FACTOID #151: The five countries with the highest coffee consumption are also the five countries whose citizens trust one another the most. Coincidence? Probably.
Boniface II was Pope from 530 to 532. He was by birth an Ostrogoth, the first German chosen to be Pope, and he owed his election to the influence of the Gothic king Athalaric. Boniface was chosen by his predecessor, Pope Felix IV, who had been a strong adherent of the Arian king. Boniface had for some time an antipope, Dioscurus, who had the support of most of the priests of Rome, but Dioscurus died only twenty-two days after his being chosen as antipope. The Pope is the Catholic Bishop and patriarch of Rome, and head of the Roman Catholic Church and the Eastern Catholic Churches. ... Events September 22 - Pope Boniface II is elected to succeed Pope Felix IV December 15 - Justinian selects a second commission to excerpt and codify the writings of the jurists on Roman Law. ... Events January 11 - Nika riots in Constantinople; the cathedral is destroyed. ... This article deals with the continental Ostrogoths. ... Athalaric (516 - 2 October 534), king of the Ostrogoths in Italy, grandson of Theodoric the Great, became king on his grand-fathers death (526). ... Felix IV was Pope from 526 to 530. ... Arianism was a Christological view held by followers of Arius in the early Christian Church, claiming that Jesus Christ and God the Father were not always contemporary, seeing the Son as a divine being, created by the Father (and consequently inferior to Him) at some point in time, before which... An antipope is one whose claim to being Pope is the result of a disputed or contested election. ... Discorus, Antipope from 22 September 530 – 14 October 530. ... The Roman Colosseum Rome (Italian and Latin Roma) is the capital city of Italy, and of its Lazio region. ...
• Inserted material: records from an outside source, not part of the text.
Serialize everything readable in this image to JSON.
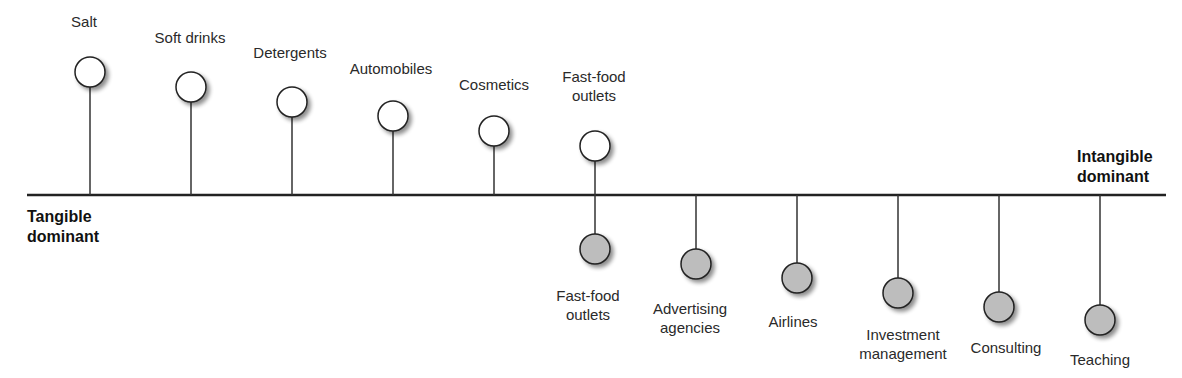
{
  "axis": {
    "left_label": [
      "Tangible",
      "dominant"
    ],
    "right_label": [
      "Intangible",
      "dominant"
    ]
  },
  "colors": {
    "tangible_fill": "#ffffff",
    "intangible_fill": "#bdbdbd",
    "stroke": "#222222"
  },
  "tangible_items": [
    {
      "label": "Salt",
      "x": 90,
      "cy": 72
    },
    {
      "label": "Soft drinks",
      "x": 191,
      "cy": 87
    },
    {
      "label": "Detergents",
      "x": 292,
      "cy": 102
    },
    {
      "label": "Automobiles",
      "x": 393,
      "cy": 116
    },
    {
      "label": "Cosmetics",
      "x": 494,
      "cy": 131
    },
    {
      "label": "Fast-food outlets",
      "x": 595,
      "cy": 146
    }
  ],
  "intangible_items": [
    {
      "label": "Fast-food outlets",
      "x": 595,
      "cy": 249
    },
    {
      "label": "Advertising agencies",
      "x": 696,
      "cy": 264
    },
    {
      "label": "Airlines",
      "x": 797,
      "cy": 278
    },
    {
      "label": "Investment management",
      "x": 898,
      "cy": 293
    },
    {
      "label": "Consulting",
      "x": 999,
      "cy": 307
    },
    {
      "label": "Teaching",
      "x": 1100,
      "cy": 320
    }
  ]
}
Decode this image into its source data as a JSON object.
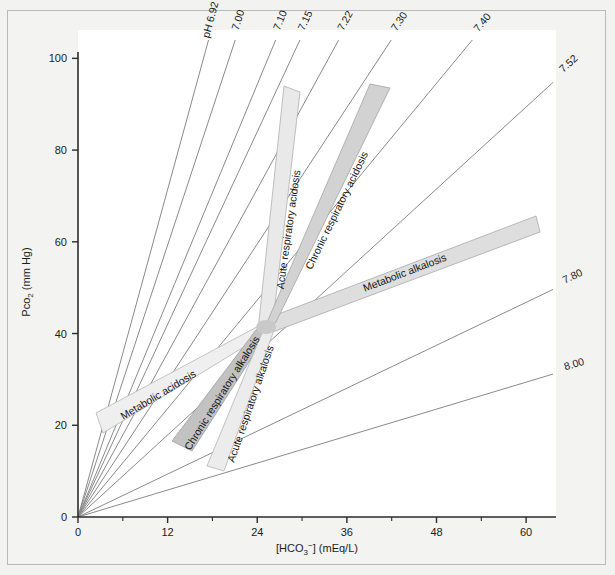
{
  "figure": {
    "width": 615,
    "height": 575,
    "background": "#f2f2f0",
    "plot_background": "#ffffff",
    "frame_color": "#b9b9b6"
  },
  "chart_data": {
    "type": "line",
    "title": "",
    "xlabel": "[HCO3-] (mEq/L)",
    "ylabel": "Pco2 (mm Hg)",
    "xlim": [
      0,
      64
    ],
    "ylim": [
      0,
      104
    ],
    "xticks": [
      0,
      12,
      24,
      36,
      48,
      60
    ],
    "xtick_labels": [
      "0",
      "12",
      "24",
      "36",
      "48",
      "60"
    ],
    "xminorticks": [
      6,
      18,
      30,
      42,
      54
    ],
    "yticks": [
      0,
      20,
      40,
      60,
      80,
      100
    ],
    "ytick_labels": [
      "0",
      "20",
      "40",
      "60",
      "80",
      "100"
    ],
    "grid": false,
    "legend": "none",
    "normal_point": {
      "hco3": 24,
      "pco2": 40
    },
    "iso_ph_lines": [
      {
        "label": "pH 6.92",
        "ph": 6.92,
        "slope_pco2_per_hco3": 5.95,
        "label_prefix": "pH"
      },
      {
        "label": "7.00",
        "ph": 7.0,
        "slope_pco2_per_hco3": 4.94
      },
      {
        "label": "7.10",
        "ph": 7.1,
        "slope_pco2_per_hco3": 3.93
      },
      {
        "label": "7.15",
        "ph": 7.15,
        "slope_pco2_per_hco3": 3.5
      },
      {
        "label": "7.22",
        "ph": 7.22,
        "slope_pco2_per_hco3": 2.98
      },
      {
        "label": "7.30",
        "ph": 7.3,
        "slope_pco2_per_hco3": 2.48
      },
      {
        "label": "7.40",
        "ph": 7.4,
        "slope_pco2_per_hco3": 1.97
      },
      {
        "label": "7.52",
        "ph": 7.52,
        "slope_pco2_per_hco3": 1.49
      },
      {
        "label": "7.80",
        "ph": 7.8,
        "slope_pco2_per_hco3": 0.78
      },
      {
        "label": "8.00",
        "ph": 8.0,
        "slope_pco2_per_hco3": 0.49
      }
    ],
    "bands": [
      {
        "name": "Acute respiratory acidosis",
        "shade": "#e4e4e4"
      },
      {
        "name": "Chronic respiratory acidosis",
        "shade": "#cfcfcf"
      },
      {
        "name": "Metabolic alkalosis",
        "shade": "#dcdcdc"
      },
      {
        "name": "Metabolic acidosis",
        "shade": "#ececec"
      },
      {
        "name": "Chronic respiratory alkalosis",
        "shade": "#bdbdbd"
      },
      {
        "name": "Acute respiratory alkalosis",
        "shade": "#e8e8e8"
      }
    ]
  },
  "axes": {
    "x": {
      "title_main": "[HCO",
      "title_sub": "3",
      "title_sup": "−",
      "title_tail": "] (mEq/L)",
      "ticks": [
        "0",
        "12",
        "24",
        "36",
        "48",
        "60"
      ]
    },
    "y": {
      "title_main": "Pco",
      "title_sub": "2",
      "title_tail": " (mm Hg)",
      "ticks": [
        "0",
        "20",
        "40",
        "60",
        "80",
        "100"
      ]
    }
  },
  "ph_labels": {
    "prefix": "pH",
    "values": [
      "6.92",
      "7.00",
      "7.10",
      "7.15",
      "7.22",
      "7.30",
      "7.40",
      "7.52",
      "7.80",
      "8.00"
    ]
  },
  "band_labels": {
    "acute_respiratory_acidosis": "Acute respiratory acidosis",
    "chronic_respiratory_acidosis": "Chronic respiratory acidosis",
    "metabolic_alkalosis": "Metabolic alkalosis",
    "metabolic_acidosis": "Metabolic acidosis",
    "chronic_respiratory_alkalosis": "Chronic respiratory alkalosis",
    "acute_respiratory_alkalosis": "Acute respiratory alkalosis"
  },
  "colors": {
    "line": "#8a8a8a",
    "axis": "#2b2b2b",
    "text": "#1b1b1b",
    "band_stroke": "#a9a9a9"
  }
}
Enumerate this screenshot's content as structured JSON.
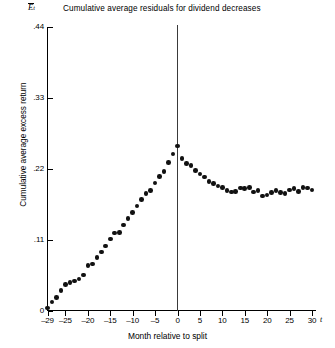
{
  "chart_data": {
    "type": "scatter",
    "title": "Cumulative average residuals for dividend decreases",
    "xlabel": "Month relative to split",
    "ylabel": "Cumulative average excess return",
    "y_axis_symbol": "E",
    "y_axis_symbol_sub": "t",
    "x_axis_symbol": "t",
    "xlim": [
      -29,
      30
    ],
    "ylim": [
      0,
      0.44
    ],
    "grid": false,
    "legend": "none",
    "annotations": [
      {
        "type": "vertical-line",
        "x": 0,
        "label": "split month"
      }
    ],
    "yticks": [
      0,
      0.11,
      0.22,
      0.33,
      0.44
    ],
    "ytick_labels": [
      "0",
      ".11",
      ".22",
      ".33",
      ".44"
    ],
    "xticks": [
      -29,
      -25,
      -20,
      -15,
      -10,
      -5,
      0,
      5,
      10,
      15,
      20,
      25,
      30
    ],
    "xtick_labels": [
      "–29",
      "–25",
      "–20",
      "–15",
      "–10",
      "–5",
      "0",
      "5",
      "10",
      "15",
      "20",
      "25",
      "30"
    ],
    "x": [
      -29,
      -28,
      -27,
      -26,
      -25,
      -24,
      -23,
      -22,
      -21,
      -20,
      -19,
      -18,
      -17,
      -16,
      -15,
      -14,
      -13,
      -12,
      -11,
      -10,
      -9,
      -8,
      -7,
      -6,
      -5,
      -4,
      -3,
      -2,
      -1,
      0,
      1,
      2,
      3,
      4,
      5,
      6,
      7,
      8,
      9,
      10,
      11,
      12,
      13,
      14,
      15,
      16,
      17,
      18,
      19,
      20,
      21,
      22,
      23,
      24,
      25,
      26,
      27,
      28,
      29,
      30
    ],
    "values": [
      0.004,
      0.013,
      0.02,
      0.031,
      0.04,
      0.043,
      0.046,
      0.049,
      0.055,
      0.07,
      0.072,
      0.082,
      0.091,
      0.1,
      0.111,
      0.12,
      0.121,
      0.133,
      0.143,
      0.152,
      0.162,
      0.172,
      0.182,
      0.186,
      0.198,
      0.208,
      0.216,
      0.23,
      0.243,
      0.255,
      0.236,
      0.228,
      0.225,
      0.217,
      0.212,
      0.207,
      0.2,
      0.197,
      0.193,
      0.191,
      0.186,
      0.184,
      0.185,
      0.19,
      0.189,
      0.191,
      0.184,
      0.186,
      0.178,
      0.179,
      0.183,
      0.186,
      0.183,
      0.182,
      0.187,
      0.189,
      0.185,
      0.191,
      0.19,
      0.187
    ]
  }
}
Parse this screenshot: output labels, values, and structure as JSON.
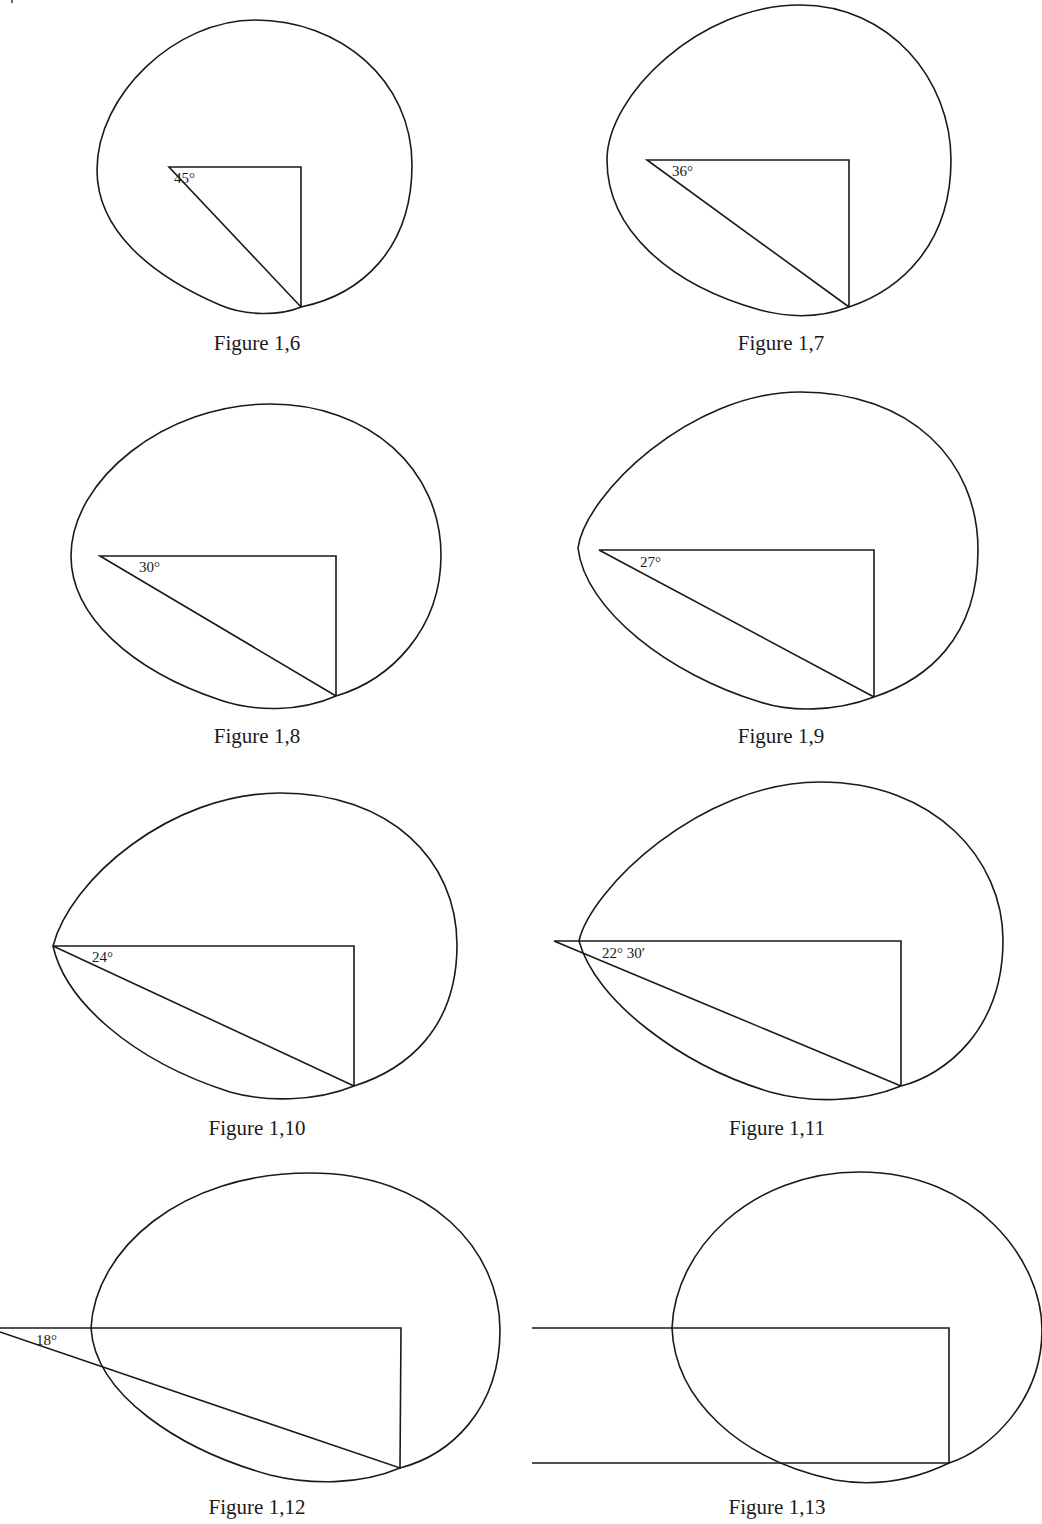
{
  "figures": [
    {
      "id": "fig-1-6",
      "caption": "Figure 1,6",
      "angle_label": "45°"
    },
    {
      "id": "fig-1-7",
      "caption": "Figure 1,7",
      "angle_label": "36°"
    },
    {
      "id": "fig-1-8",
      "caption": "Figure 1,8",
      "angle_label": "30°"
    },
    {
      "id": "fig-1-9",
      "caption": "Figure 1,9",
      "angle_label": "27°"
    },
    {
      "id": "fig-1-10",
      "caption": "Figure 1,10",
      "angle_label": "24°"
    },
    {
      "id": "fig-1-11",
      "caption": "Figure 1,11",
      "angle_label": "22° 30′"
    },
    {
      "id": "fig-1-12",
      "caption": "Figure 1,12",
      "angle_label": "18°"
    },
    {
      "id": "fig-1-13",
      "caption": "Figure 1,13",
      "angle_label": ""
    }
  ],
  "colors": {
    "ink": "#1a1a1a",
    "paper": "#ffffff"
  }
}
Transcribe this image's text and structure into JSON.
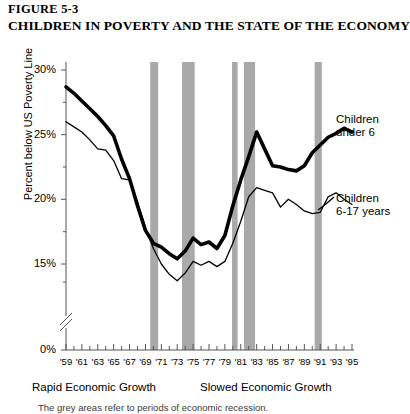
{
  "figure": {
    "number": "FIGURE 5-3",
    "title": "CHILDREN IN POVERTY AND THE STATE OF THE ECONOMY",
    "footnote": "The grey areas refer to periods of economic recession."
  },
  "annotations": {
    "era_left": "Rapid Economic Growth",
    "era_right": "Slowed Economic Growth",
    "series_label_1_line1": "Children",
    "series_label_1_line2": "under 6",
    "series_label_2_line1": "Children",
    "series_label_2_line2": "6-17 years"
  },
  "colors": {
    "line": "#000000",
    "recession_band": "#9a9a9a",
    "axis": "#555555",
    "background": "#ffffff"
  },
  "chart_data": {
    "type": "line",
    "title": "CHILDREN IN POVERTY AND THE STATE OF THE ECONOMY",
    "xlabel": "",
    "ylabel": "Percent below US Poverty Line",
    "ylim": [
      15,
      30
    ],
    "y_axis_break": true,
    "y_zero_shown": "0%",
    "ytick_labels": [
      "30%",
      "25%",
      "20%",
      "15%",
      "0%"
    ],
    "ytick_values": [
      30,
      25,
      20,
      15,
      0
    ],
    "grid": false,
    "legend_position": "inline-right",
    "x": [
      1959,
      1960,
      1961,
      1962,
      1963,
      1964,
      1965,
      1966,
      1967,
      1968,
      1969,
      1970,
      1971,
      1972,
      1973,
      1974,
      1975,
      1976,
      1977,
      1978,
      1979,
      1980,
      1981,
      1982,
      1983,
      1984,
      1985,
      1986,
      1987,
      1988,
      1989,
      1990,
      1991,
      1992,
      1993,
      1994,
      1995
    ],
    "xtick_labels": [
      "'59",
      "'61",
      "'63",
      "'65",
      "'67",
      "'69",
      "'71",
      "'73",
      "'75",
      "'77",
      "'79",
      "'81",
      "'83",
      "'85",
      "'87",
      "'89",
      "'91",
      "'93",
      "'95"
    ],
    "xtick_values": [
      1959,
      1961,
      1963,
      1965,
      1967,
      1969,
      1971,
      1973,
      1975,
      1977,
      1979,
      1981,
      1983,
      1985,
      1987,
      1989,
      1991,
      1993,
      1995
    ],
    "series": [
      {
        "name": "Children under 6",
        "style": "thick",
        "values": [
          28.7,
          28.2,
          27.6,
          27.0,
          26.4,
          25.7,
          24.9,
          23.1,
          21.6,
          19.5,
          17.6,
          16.6,
          16.3,
          15.8,
          15.4,
          16.0,
          17.0,
          16.5,
          16.7,
          16.2,
          17.2,
          19.5,
          21.5,
          23.3,
          25.2,
          23.9,
          22.6,
          22.5,
          22.3,
          22.2,
          22.6,
          23.6,
          24.2,
          24.8,
          25.1,
          25.5,
          25.2
        ]
      },
      {
        "name": "Children 6-17 years",
        "style": "thin",
        "values": [
          26.0,
          25.6,
          25.2,
          24.6,
          23.9,
          23.8,
          23.0,
          21.6,
          21.5,
          19.8,
          17.8,
          16.2,
          15.0,
          14.2,
          13.7,
          14.3,
          15.2,
          14.9,
          15.2,
          14.8,
          15.2,
          16.6,
          18.3,
          20.2,
          20.9,
          20.7,
          20.5,
          19.4,
          20.0,
          19.6,
          19.1,
          18.9,
          19.0,
          20.2,
          20.5,
          20.0,
          19.6
        ]
      }
    ],
    "recession_bands": [
      {
        "start": 1969.6,
        "end": 1970.6
      },
      {
        "start": 1973.6,
        "end": 1975.2
      },
      {
        "start": 1979.9,
        "end": 1980.6
      },
      {
        "start": 1981.4,
        "end": 1982.8
      },
      {
        "start": 1990.3,
        "end": 1991.2
      }
    ],
    "recession_note": "Grey vertical bands mark recessions"
  }
}
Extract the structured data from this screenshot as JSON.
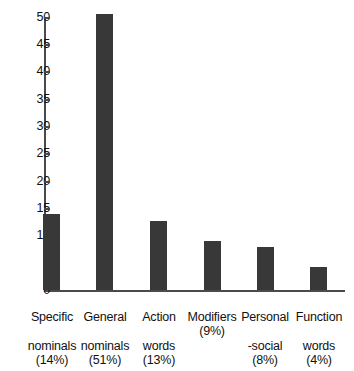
{
  "chart_data": {
    "type": "bar",
    "title": "",
    "subtitle": "",
    "xlabel": "",
    "ylabel": "",
    "ylim": [
      0,
      50
    ],
    "grid": false,
    "legend": null,
    "categories": [
      "Specific nominals",
      "General nominals",
      "Action words",
      "Modifiers",
      "Personal -social",
      "Function words"
    ],
    "category_lines": [
      [
        "Specific",
        "nominals"
      ],
      [
        "General",
        "nominals"
      ],
      [
        "Action",
        "words"
      ],
      [
        "Modifiers",
        ""
      ],
      [
        "Personal",
        "-social"
      ],
      [
        "Function",
        "words"
      ]
    ],
    "percent_labels": [
      "(14%)",
      "(51%)",
      "(13%)",
      "(9%)",
      "(8%)",
      "(4%)"
    ],
    "values": [
      14,
      50.5,
      12.7,
      9,
      7.8,
      4.2
    ],
    "yticks": [
      0,
      5,
      10,
      15,
      20,
      25,
      30,
      35,
      40,
      45,
      50
    ],
    "ytick_labels": [
      "0",
      "5",
      "10",
      "15",
      "20",
      "25",
      "30",
      "35",
      "40",
      "45",
      "50"
    ],
    "bar_color": "#383838",
    "axis_color": "#4a4a4a",
    "background_color": "#ffffff"
  },
  "bars": [
    {
      "label_line1": "Specific",
      "label_line2": "nominals",
      "pct": "(14%)",
      "value": 14
    },
    {
      "label_line1": "General",
      "label_line2": "nominals",
      "pct": "(51%)",
      "value": 50.5
    },
    {
      "label_line1": "Action",
      "label_line2": "words",
      "pct": "(13%)",
      "value": 12.7
    },
    {
      "label_line1": "Modifiers",
      "label_line2": "",
      "pct": "(9%)",
      "value": 9
    },
    {
      "label_line1": "Personal",
      "label_line2": "-social",
      "pct": "(8%)",
      "value": 7.8
    },
    {
      "label_line1": "Function",
      "label_line2": "words",
      "pct": "(4%)",
      "value": 4.2
    }
  ],
  "yaxis": {
    "labels": [
      "50",
      "45",
      "40",
      "35",
      "30",
      "25",
      "20",
      "15",
      "10",
      "5",
      "0"
    ]
  }
}
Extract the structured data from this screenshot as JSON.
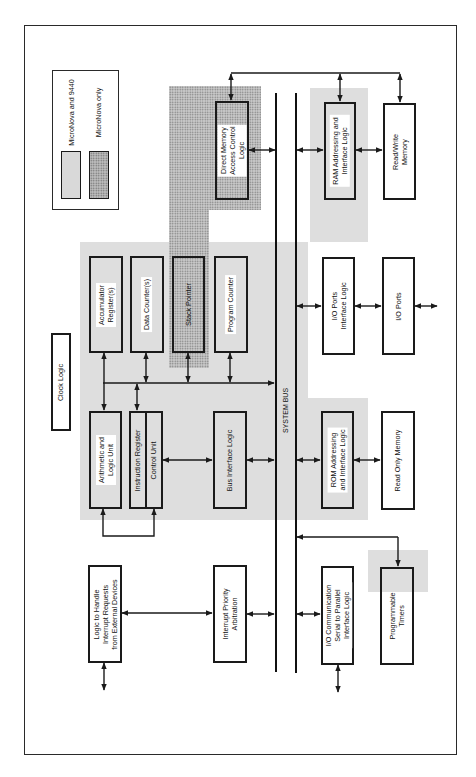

Boniface III was Pope from February 19 to November 12, 607.
As a deacon Boniface had impressed Pope Gregory I, (also known as Gregory the Great), who described him as a man "of tried faith and character" and, in 603, selected him to be apocrisiarius (legate, essentially the papal nuncio) to the court of Constantinople.
Boniface himself is thought to have insisted on the elections being free and fair and may have refused to take up the papacy until convinced that they had been.
Boniface was chosen by his predecessor, Pope Felix IV, who had been a strong adherent of the Arian king.
Boniface had for some time an antipope, Dioscurus, who had the support of most of the priests of Rome, but Dioscurus died only twenty-two days after his being chosen as antipope.